A door clanged. Nick rushed to the bars, hope jumping through him that she had finally come. Instead, a large woman with a mane of wild red hair and a flowing maroon cape strode toward him like a battleship gliding out to sea. Behind her, one of Alcee's deputies and a skinny man in a dark suit rushed to keep up with her.
What the hell?
"You Nick?" she asked.
"Who wants to know?"
She stopped outside the bars, bringing a wave of some exotic perfume with her. She stuck her hand through the bars. "Name's Faye Townsend, but that's not important. What is important is that I think Nat's in trouble. I just came from her place and she's not there. This here's my ex-husband, Judge Tommy Doyal from Covington. You just made bail."
# # #
Nat woke to darkness and pain on top of pain. Nausea ebbed and flowed in her stomach, so she closed her eyes and concentrated on taking slow, deep breaths. There, was a roaring in her ears. Vibration all around. She was lying on her side with her knees drawn up to her chest. She tried to shift, only to realize her hands were tied behind her back.
Confusion swirled; then the memory of everything that had happened came rushing back. Nick being arrested. Her struggle with Travis. A terrible blow to the head. Panic sliced her cleanly, and for several unbearable moments she struggled mindlessly against her bindings. Her heart was like a piston in her chest. She could hear her breaths tearing from her throat, too shallow, too fast. The smell of exhaust told her she was in the back of a moving vehicle. Another wave of panic threatened, but she fought it back, willed her muscles to relax.
"Calm down," she whispered. "You're going to be okay."
Taking a deep breath, Nat looked around, but the back of the vehicle was completely dark. The carpet smelled like motor oil and dust. She tried to stretch out her legs, but the space was too small. She tested her bonds, found them secure, her hands already growing numb.
Where was he taking her?
The vehicle stopped abruptly, and the engine went silent. Every nerve in her body went taut when she heard the door slam. An instant later, the back door lifted. Fresh air and rain and the soft black light of night poured in.
"You're awake," Travis smiled down at her. "I was hoping I wouldn't have to carry you."
Nat raised her head and looked around, realized she was in the rear of Travis’s SUV. She saw trees and misty rain and the utter darkness of the woods. "Where are you taking me?"
"You'll find out soon enough." He reached for her arm. "Come on."

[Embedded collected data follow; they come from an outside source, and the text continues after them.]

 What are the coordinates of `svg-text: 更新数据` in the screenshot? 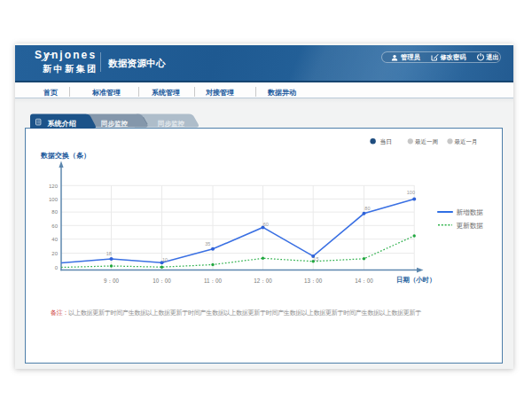 It's located at (470, 225).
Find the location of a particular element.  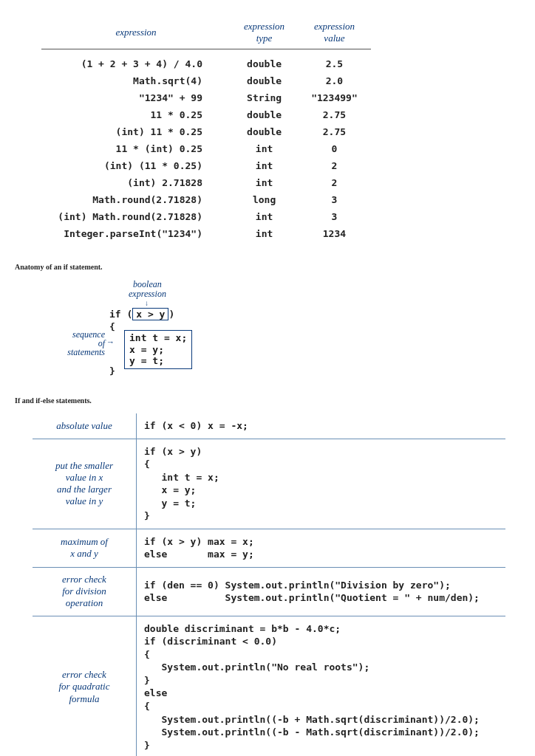

example-code: if (x > y) max = x; else max = y; is located at coordinates (321, 548).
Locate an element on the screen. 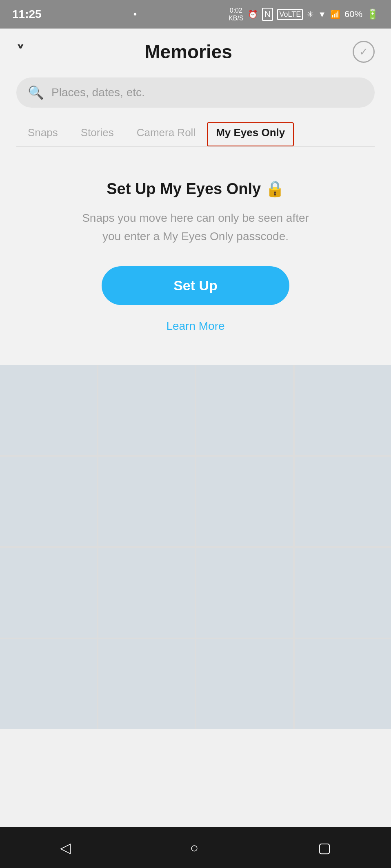  learn-more-link: Learn More is located at coordinates (195, 326).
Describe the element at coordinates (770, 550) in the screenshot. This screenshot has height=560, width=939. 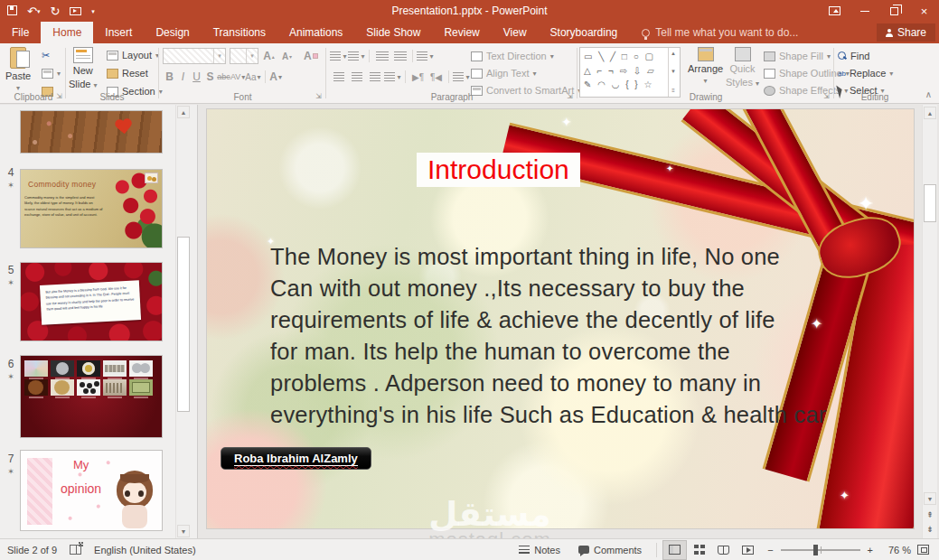
I see `zoom-out-button: −` at that location.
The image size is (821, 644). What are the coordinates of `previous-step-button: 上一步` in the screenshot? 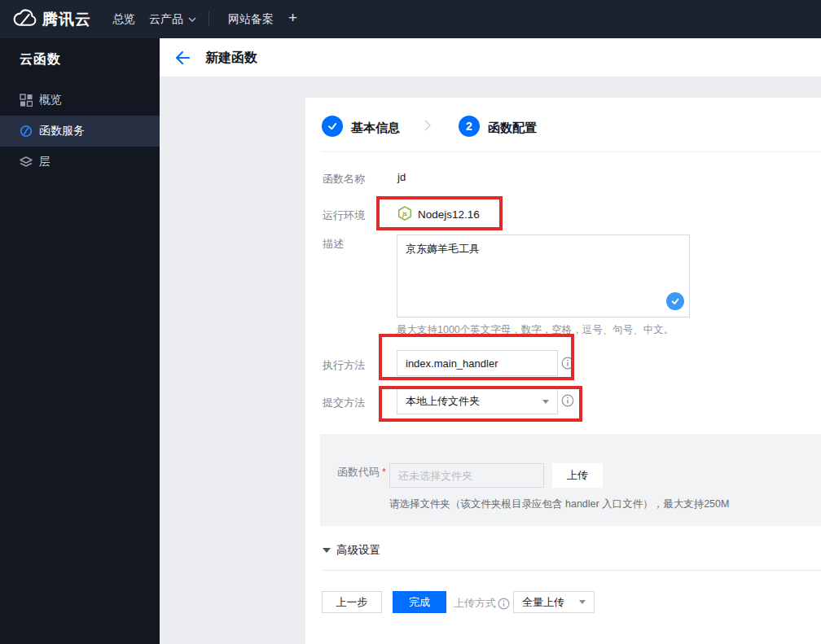 It's located at (352, 602).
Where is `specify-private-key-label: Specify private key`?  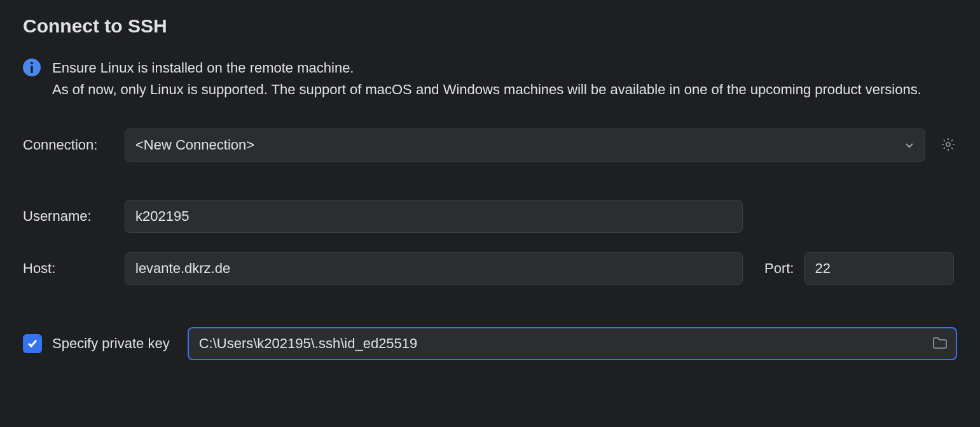
specify-private-key-label: Specify private key is located at coordinates (111, 344).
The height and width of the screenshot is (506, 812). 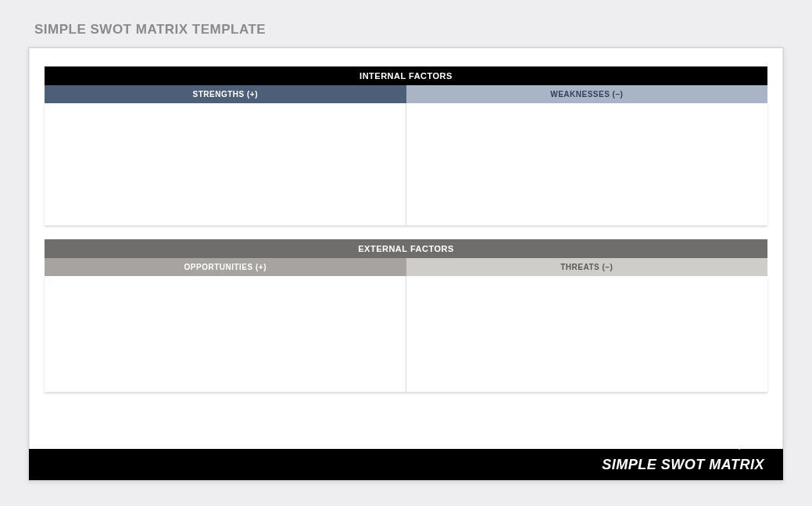 What do you see at coordinates (587, 164) in the screenshot?
I see `weaknesses-cell` at bounding box center [587, 164].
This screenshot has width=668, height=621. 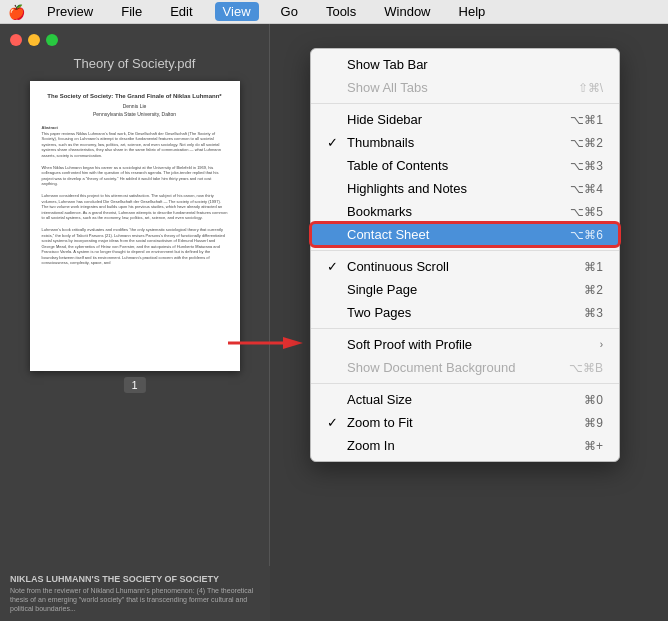 What do you see at coordinates (388, 88) in the screenshot?
I see `menu-label-show-all-tabs: Show All Tabs` at bounding box center [388, 88].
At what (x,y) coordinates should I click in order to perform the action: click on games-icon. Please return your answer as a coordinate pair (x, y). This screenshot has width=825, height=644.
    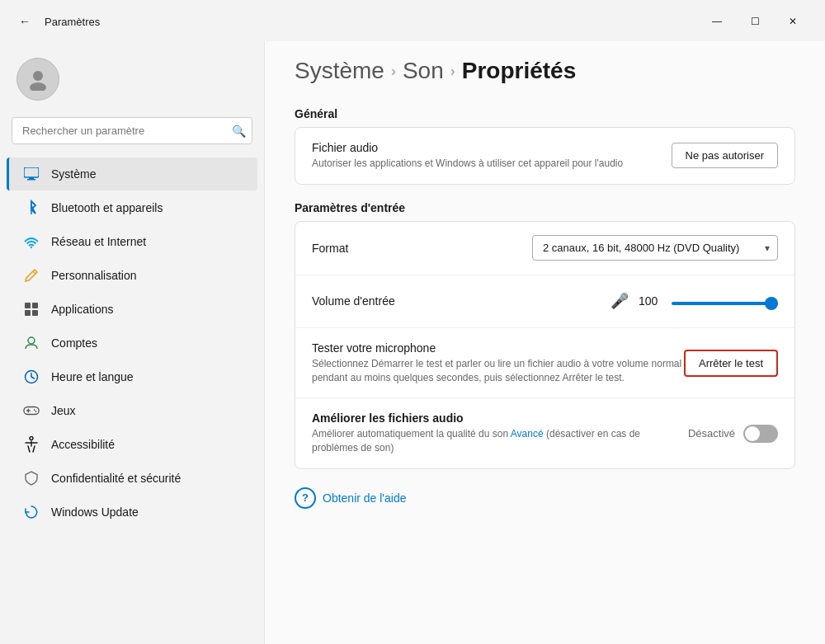
    Looking at the image, I should click on (31, 411).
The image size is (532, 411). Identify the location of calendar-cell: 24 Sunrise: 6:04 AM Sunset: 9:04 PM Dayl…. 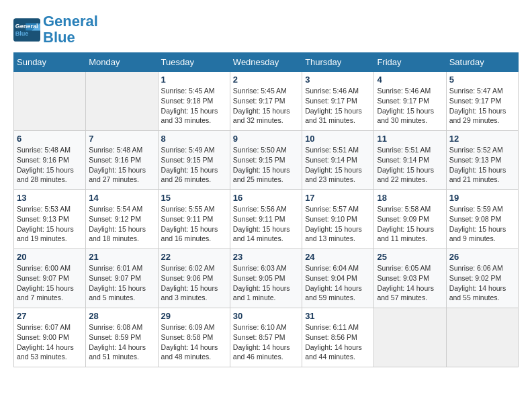
(339, 279).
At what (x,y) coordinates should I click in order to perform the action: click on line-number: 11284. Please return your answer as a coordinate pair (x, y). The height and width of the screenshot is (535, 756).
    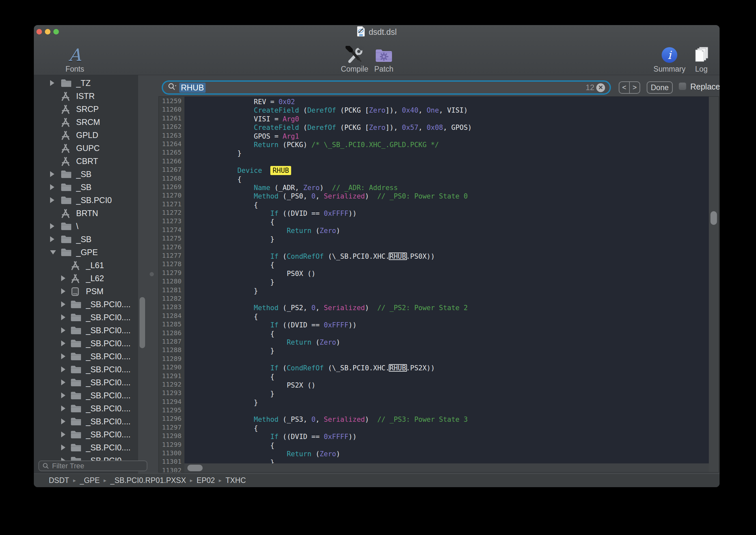
    Looking at the image, I should click on (172, 316).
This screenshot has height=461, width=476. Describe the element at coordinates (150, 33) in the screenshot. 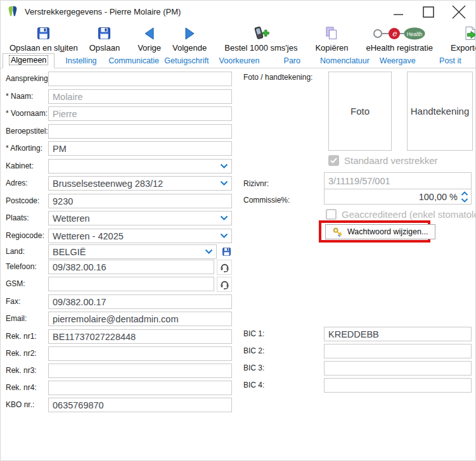

I see `arrow-left-icon` at that location.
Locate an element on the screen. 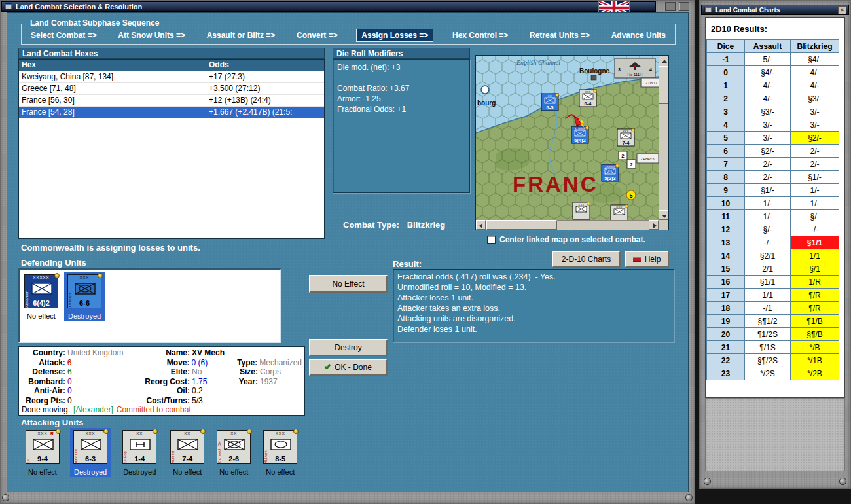  hex-cell: France [37, 20] is located at coordinates (113, 101).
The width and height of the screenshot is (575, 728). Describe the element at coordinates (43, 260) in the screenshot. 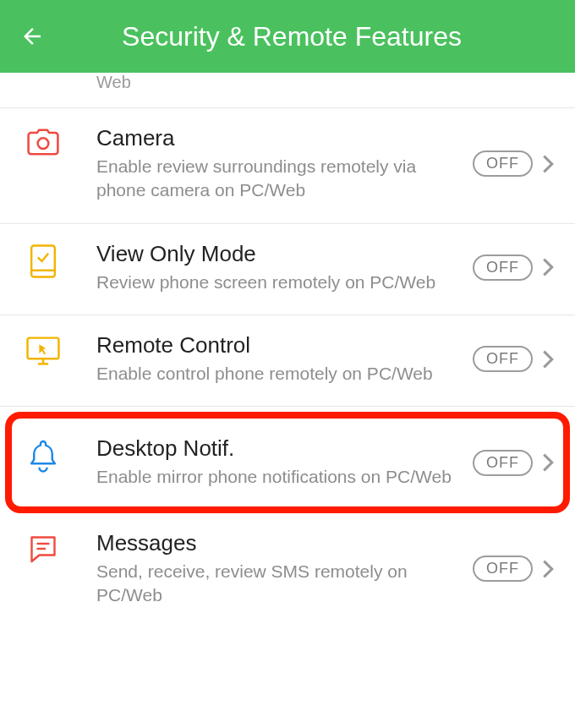

I see `tablet-check-icon` at that location.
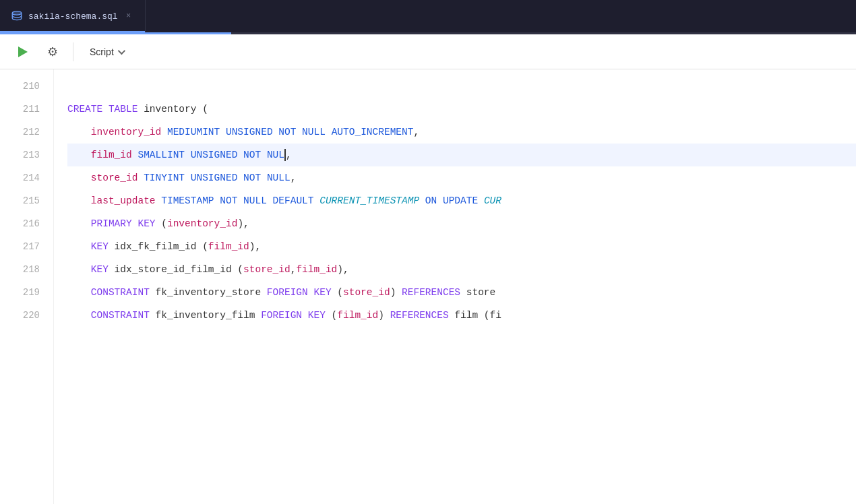 The height and width of the screenshot is (504, 856). What do you see at coordinates (27, 201) in the screenshot?
I see `line-num-215: 215` at bounding box center [27, 201].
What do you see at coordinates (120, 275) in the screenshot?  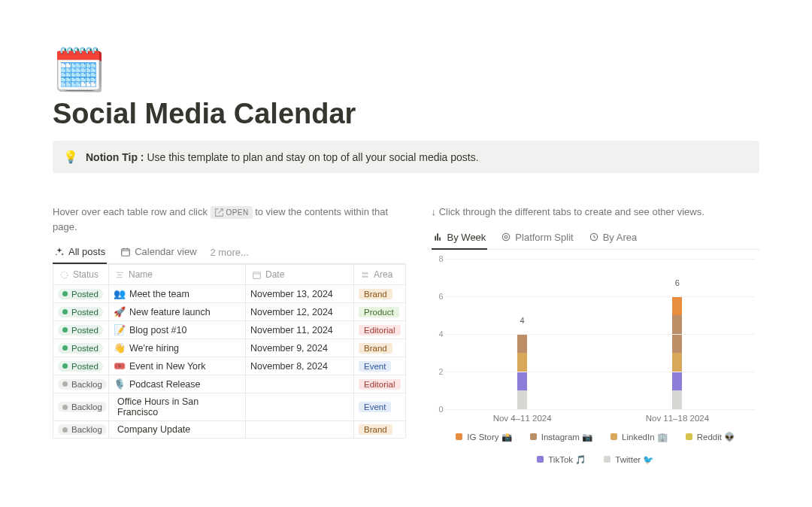 I see `text-icon` at bounding box center [120, 275].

She struggled to a sitting position. Then he was pulling her roughly from the vehicle. She barely managed to get her feet beneath her when he slammed the door closed. He'd stopped the SUV on a dirt road surrounded by thick woods. He was holding a powerful spotlight and was using it to illuminate his face. A ripple of satisfaction went through her when she saw the raised bruise on his forehead where she'd hit him with the umbrella.
Taking her arm, he pulled her away from the SUV, then used the spotlight to indicate the path cut into the woods. "Start walking,” he said.
Nat started toward the path, but kept her pace slow. She didn't know where he was taking her, but knew it was a place she didn't want to go. Once they arrived, she was pretty sure he was going to kill her.
She could feel the fear bubbling inside her. Panic nipping at its heels. “Travis, it's not too late to stop this," she said. "It doesn't have to end this way."
"Shut your mouth and walk."
"What can you possibly hope to accomplish by killing me?"
"Killing you will keep me out of prison, Natalie."